Monday, March 15, 2010
pluralism
We talk a lot here about social pluralism, by which we mean, roughly, that authority is not a monopoly of the civil government. The social pluralist maintains that authority can also be found in the Church, in families, and certain other groups. Those of us who think about and write on these topics are familiar with many of the best historical and philosophical accounts of how social pluralism was "discovered," how it is has been theorized, how it has been applied, and how is has been -- and is being -- denied. I mention this only in order to mention an old book upon which I happened recently, Frederick Watkins, The Political Tradition of the West (Harvard University Press, 1957). The first sixty some pages of the book (which runs some three hundred and sixty pages) tells the story of the emergence of pluralism, through the emergence of the Church, with remarkable economy and elegance. It's one of the best accounts I've read, even if one might want to quarrel a tad here and there. Jenkins doesn't shrink from stating the Church's understanding of its role vis-a-vis "the state" (49): "With regard to the value and importance of the state there was room for a legitimate difference of opinion among Christians. Although Augustine might seem to dismiss it as nothing more than a robber band, the general view was that political authority should be respected as a useful and necessary agency designed for the salutary chastisement of men. All were agreed, however, that the church was the primary instrument of salvation, and that other interests should be subordinated to its all-important mission. In this way the age-old primacy of politics was suddenly reversed, and the state was reduced to the position of a secondary agency subject to the moral authority of another organization." Watkins presciently worried that pluralism -- and with it liberalism -- is threatened by "the absolutist concept of the sovereignty of the state" (359), and he wasn't talking primarily about the USSR.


» **What is being asked**
The line that contains "xyxy pixel coordinates" marks the start. Output it and all remaining lines exactly, through the final line of the listing.

» **Input data**
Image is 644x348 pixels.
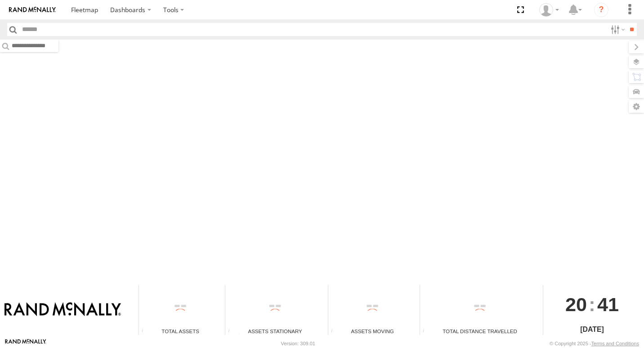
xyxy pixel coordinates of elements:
img: Rand McNally [4,302,121,318]
div: Total number of Enabled Assets [139,328,152,335]
div: Version: 309.01 [281,341,315,346]
img: rand-logo.svg [9,7,56,13]
a: Visit our Website [5,339,46,348]
div: Assets Moving [328,327,417,335]
div: © Copyright 2025 - [550,341,639,346]
div: Total distance travelled by all assets within specified date range and applied filters [420,328,434,335]
div: [DATE] [544,324,641,335]
div: Total number of assets current stationary. [225,328,239,335]
div: Total Distance Travelled [420,327,540,335]
div: Total number of assets current in transit. [328,328,342,335]
label: Map Settings [629,100,644,113]
label: Search Filter Options [608,23,627,36]
a: Terms and Conditions [592,341,639,346]
span: 41 [598,285,619,324]
i: ? [594,3,609,17]
div: Assets Stationary [225,327,325,335]
div: Valeo Dash [536,3,562,17]
div: : [544,285,641,324]
div: Total Assets [139,327,222,335]
span: 20 [566,285,587,324]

» **Written answer**
xyxy pixel coordinates of elements:
img: Rand McNally [4,302,121,318]
div: Total number of Enabled Assets [139,328,152,335]
div: Version: 309.01 [281,341,315,346]
img: rand-logo.svg [9,7,56,13]
a: Visit our Website [5,339,46,348]
div: Assets Moving [328,327,417,335]
div: © Copyright 2025 - [550,341,639,346]
div: Total distance travelled by all assets within specified date range and applied filters [420,328,434,335]
div: [DATE] [544,324,641,335]
div: Total number of assets current stationary. [225,328,239,335]
div: Total Distance Travelled [420,327,540,335]
div: Total number of assets current in transit. [328,328,342,335]
label: Map Settings [629,100,644,113]
label: Search Filter Options [608,23,627,36]
a: Terms and Conditions [592,341,639,346]
span: 41 [598,285,619,324]
i: ? [594,3,609,17]
div: Assets Stationary [225,327,325,335]
div: Valeo Dash [536,3,562,17]
div: : [544,285,641,324]
div: Total Assets [139,327,222,335]
span: 20 [566,285,587,324]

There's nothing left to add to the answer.